Monday, October 26, 2009

Bruce Beresford's film Mao's Last Dancer

Hi. Just back from three days in Adelaide where I saw, on the big former IMAX screen - now cleverly called Ex-imax by the East End Cinema family company who took it over - the superb Australian production Mao's Last Dancer. Director is Bruce Beresford, a national treasure surely.

The film presents the career of dancer Li Cunxin based on his autobiography. Li now lives in Australia with his Australian wife whom he met in Chicago after his defection from the Chinese People's Republic in the '80s. The film moves frequently between the narrative present of this "Chinese Baryshnikoff" and his years of training starting from when he was taken at age 11 in 1972 from a rural Shandong village school, first to Qingdao the provincial capital - and home of the famous beer as I remember - and later to Beijing.

We see the extraordinary development of the boy who is in effect abducted by state officials at the height of the Cultural Revolution. The Chinese just call that terrible time "the eleven years". I have spoken with some whose careers were devastated but who - unlike a million others - at least survived. The film-makers had access to hugely talented dancers, and the result is a delight, yet it's a film for anyone not only ballet lovers. I'm not, for example. I see dancers as elite athletes and admire the incredible dedication needed. Beresford's film pays tribute to that.

On Friday night our little group of pals got together and we discussed the subject of my last posting, the story of Ishi. Did you read it?

Then on Saturday night I caught the final-night performance of Unseen Theatre Company's latest effort at a play version of the Terry Pratchett novel The Last Continent. A spirited cast had the unevenness of almost any amateur group, but gave solid entertainment to a full house in the characterful Bakehouse Theatre in Angas Street, between the W.E.A. and the Hutt Street precinct.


• Directions for this task
Starting at the line that contains "Find <item>man</item> bbox.", copy every line through the end of the records below exactly as written, leaving out pictures.

══ Entries supplied ══

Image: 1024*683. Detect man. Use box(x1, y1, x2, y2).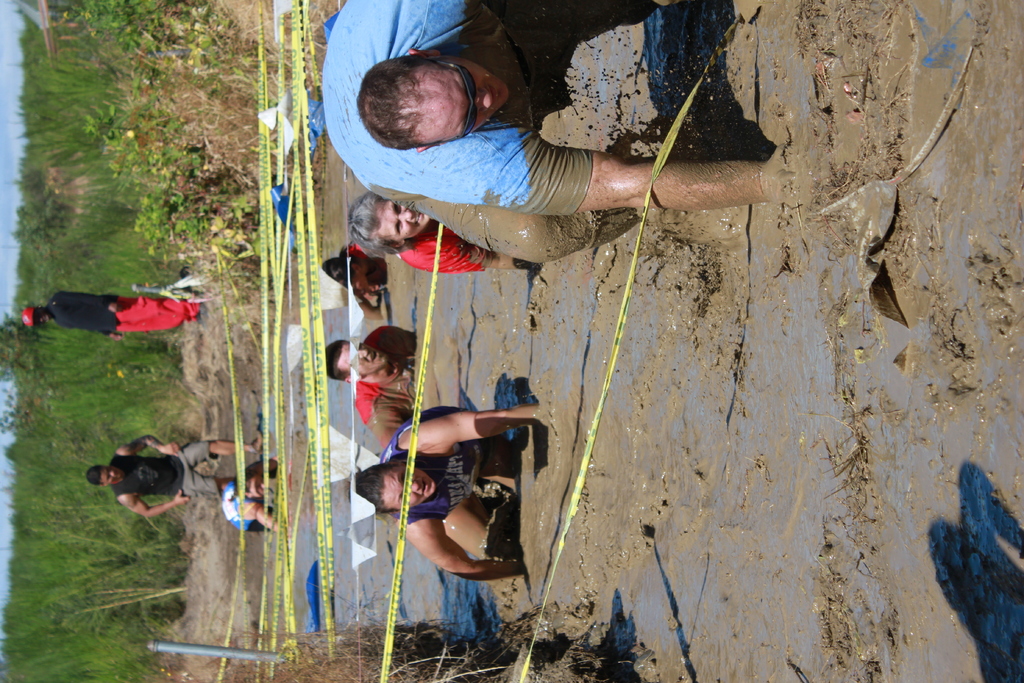
box(20, 288, 210, 341).
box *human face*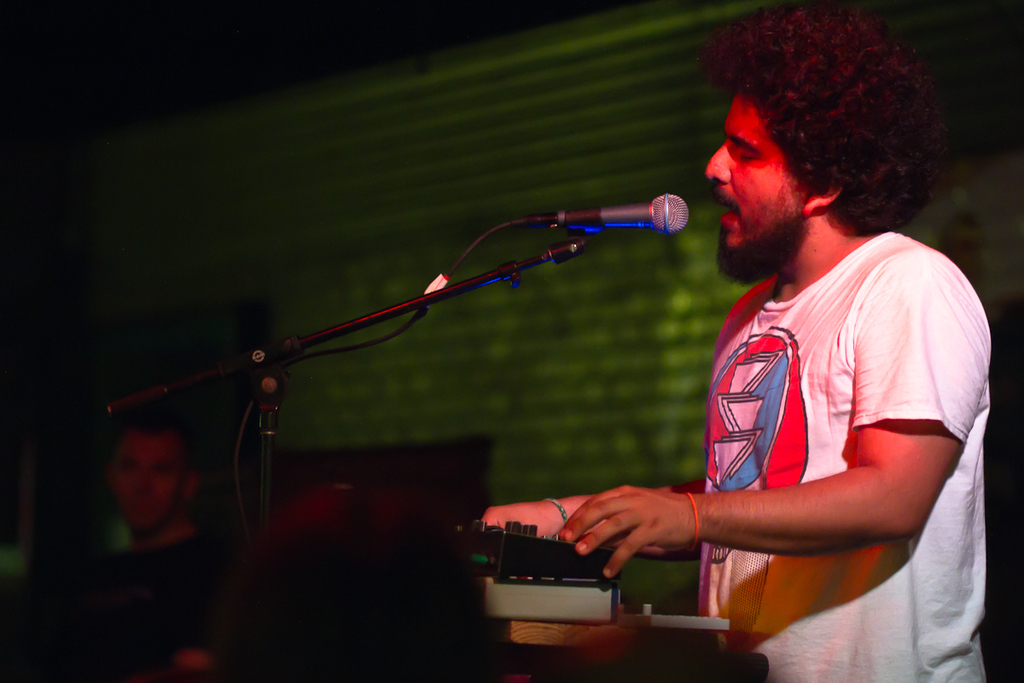
crop(111, 435, 184, 532)
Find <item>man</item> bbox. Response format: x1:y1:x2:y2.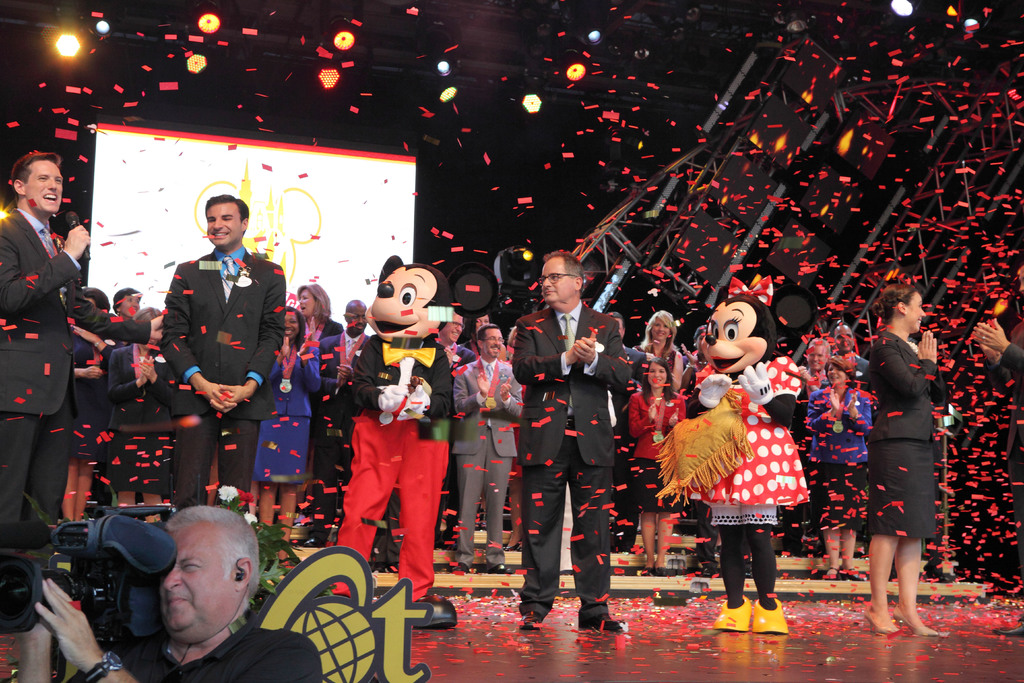
0:149:98:630.
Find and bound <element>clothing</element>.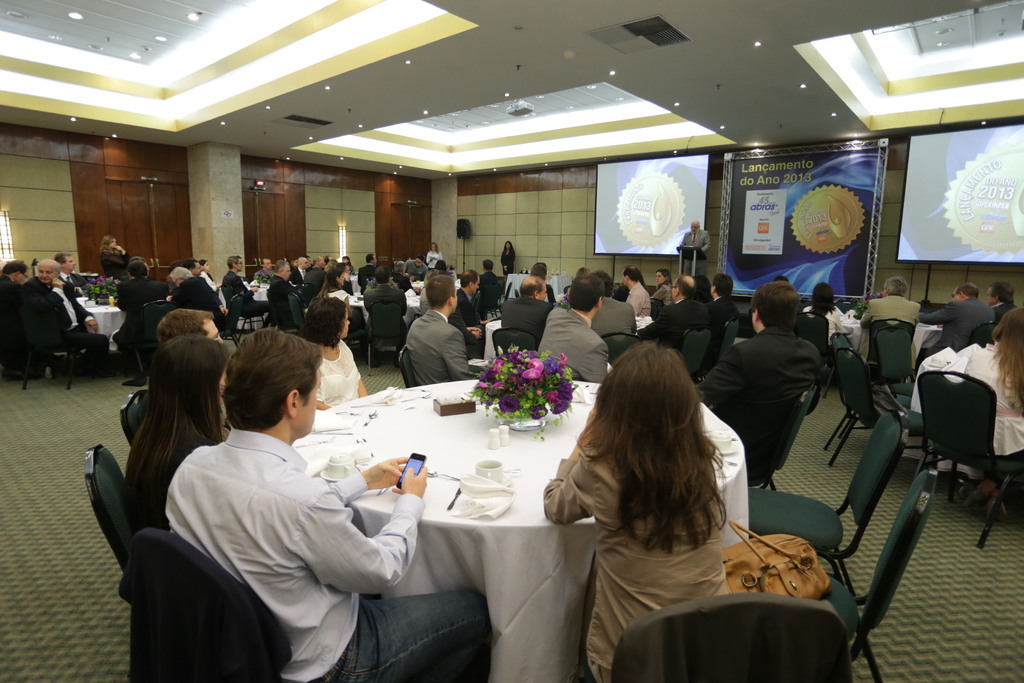
Bound: (left=268, top=274, right=300, bottom=326).
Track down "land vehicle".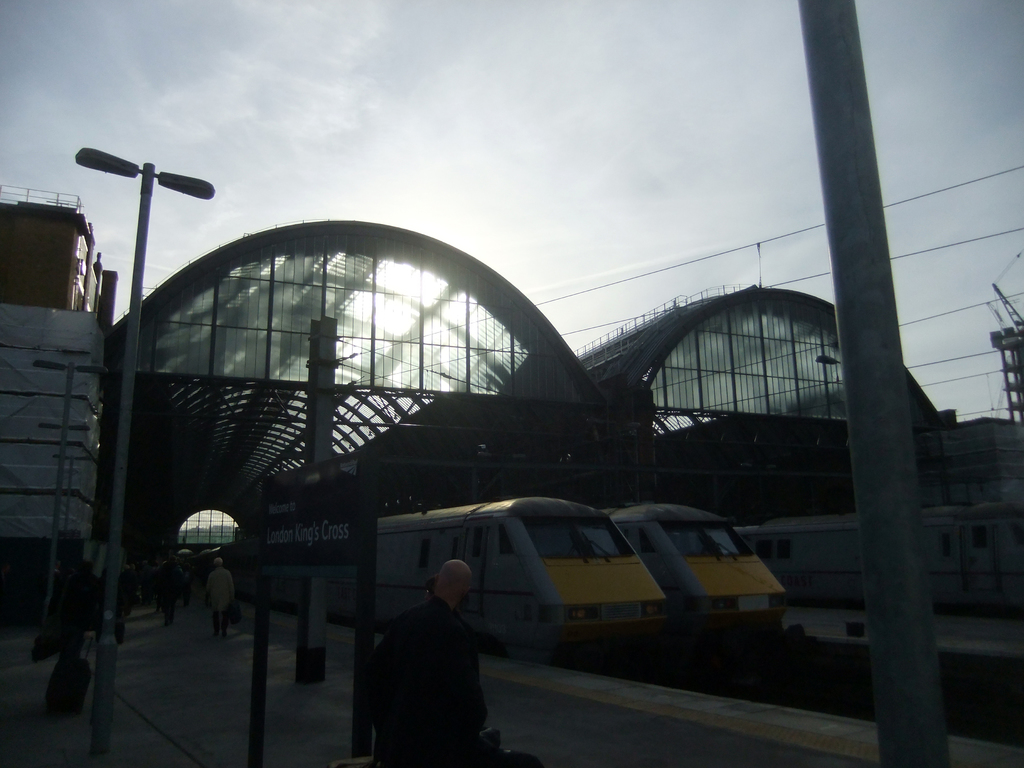
Tracked to 611:500:792:641.
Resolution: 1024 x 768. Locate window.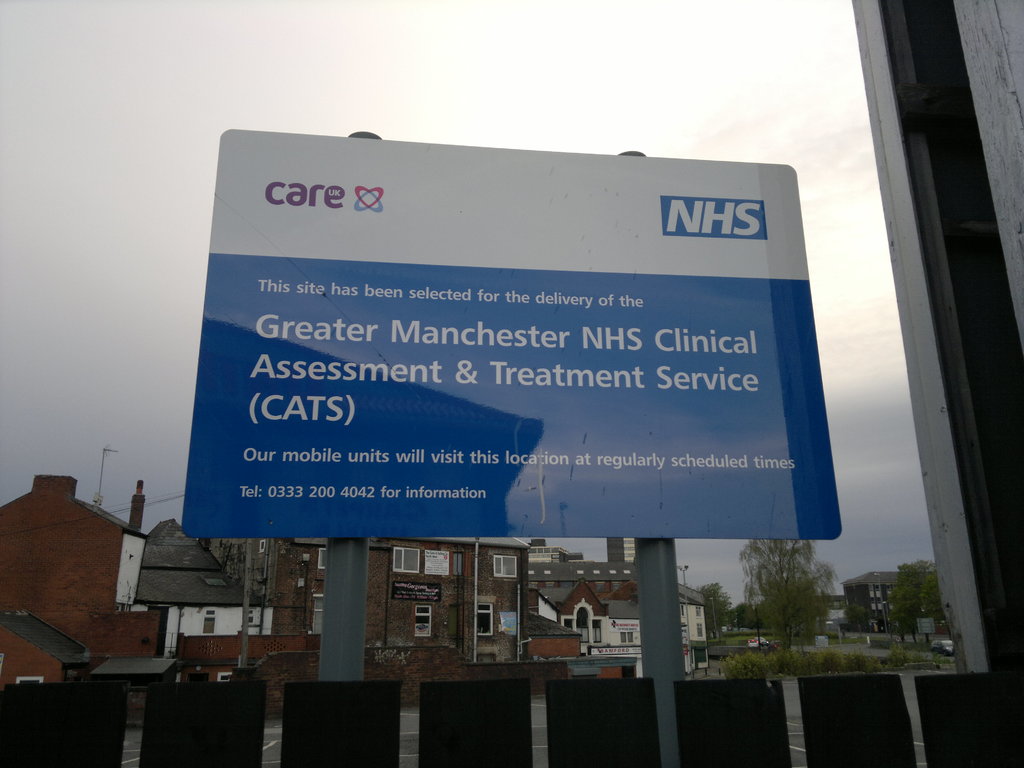
415 605 431 636.
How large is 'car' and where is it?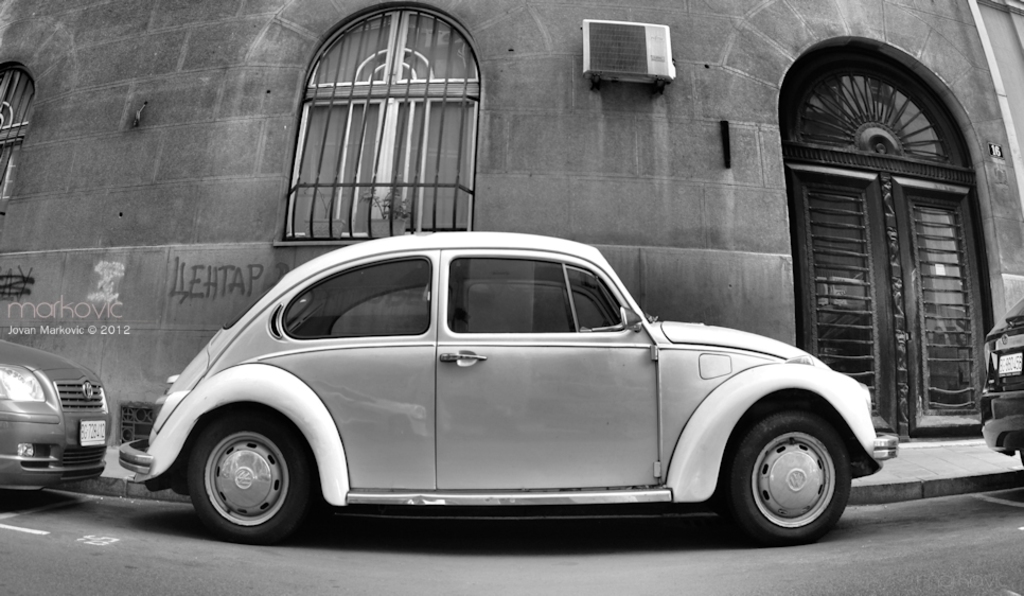
Bounding box: detection(0, 338, 113, 502).
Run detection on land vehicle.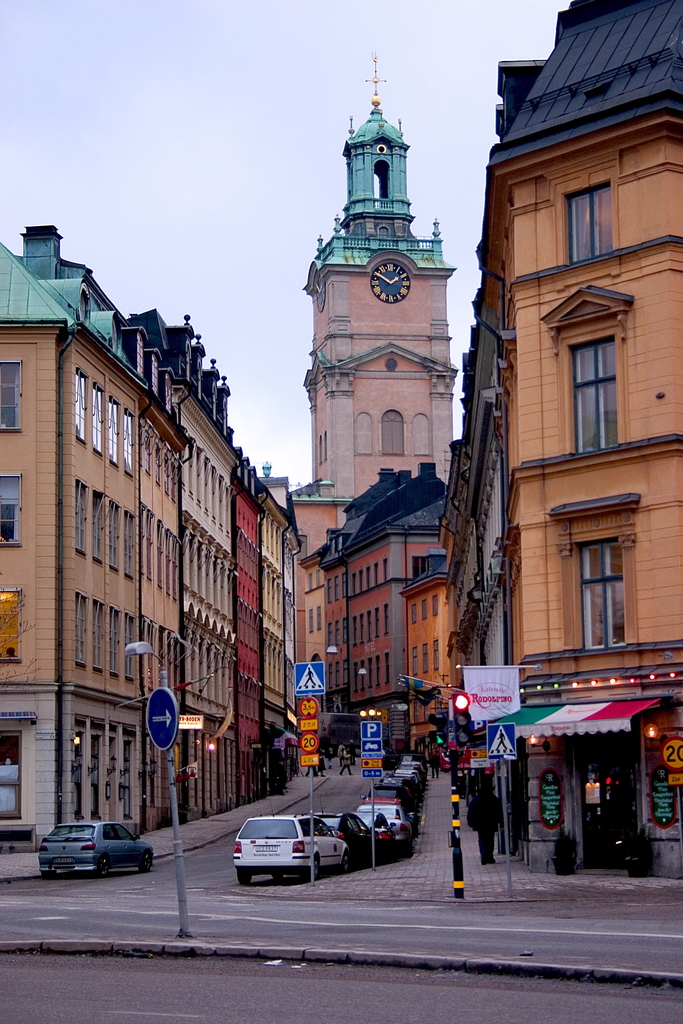
Result: 348,809,397,860.
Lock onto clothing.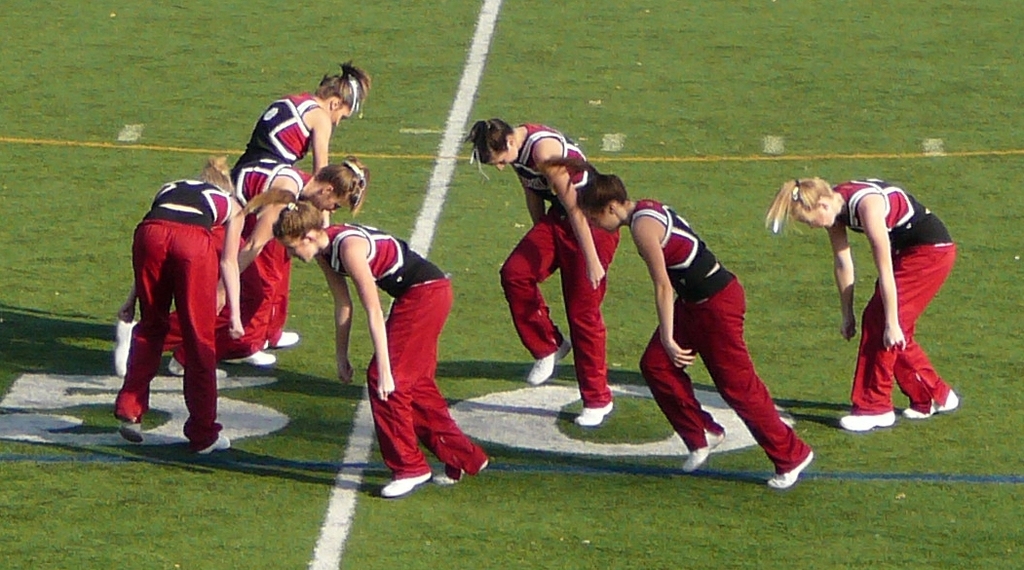
Locked: region(229, 89, 315, 349).
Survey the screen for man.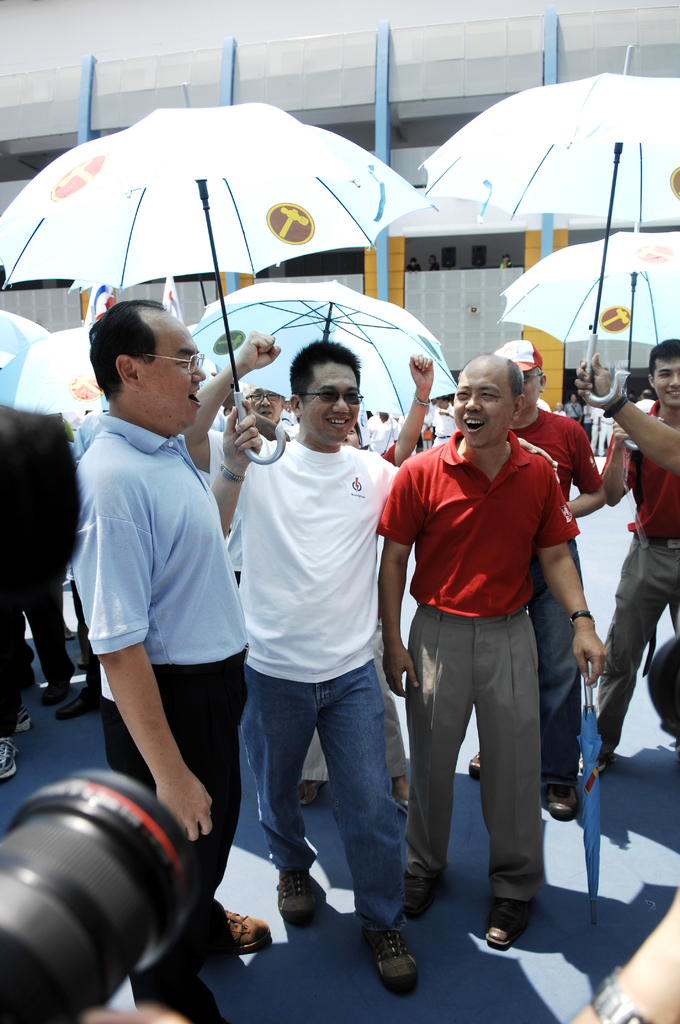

═══

• Response to this exercise
Find <item>man</item> bbox. Response format: x1:y1:x2:y2.
0:149:98:630.
Find and bound <element>clothing</element>.
Bound: (left=268, top=274, right=300, bottom=326).
Track down "land vehicle".
Tracked to 611:500:792:641.
Resolution: 1024 x 768. Locate window.
415 605 431 636.
How large is 'car' and where is it?
Bounding box: detection(0, 338, 113, 502).
Run detection on land vehicle.
Result: 348,809,397,860.
Lock onto clothing.
Locked: region(229, 89, 315, 349).
Survey the screen for man.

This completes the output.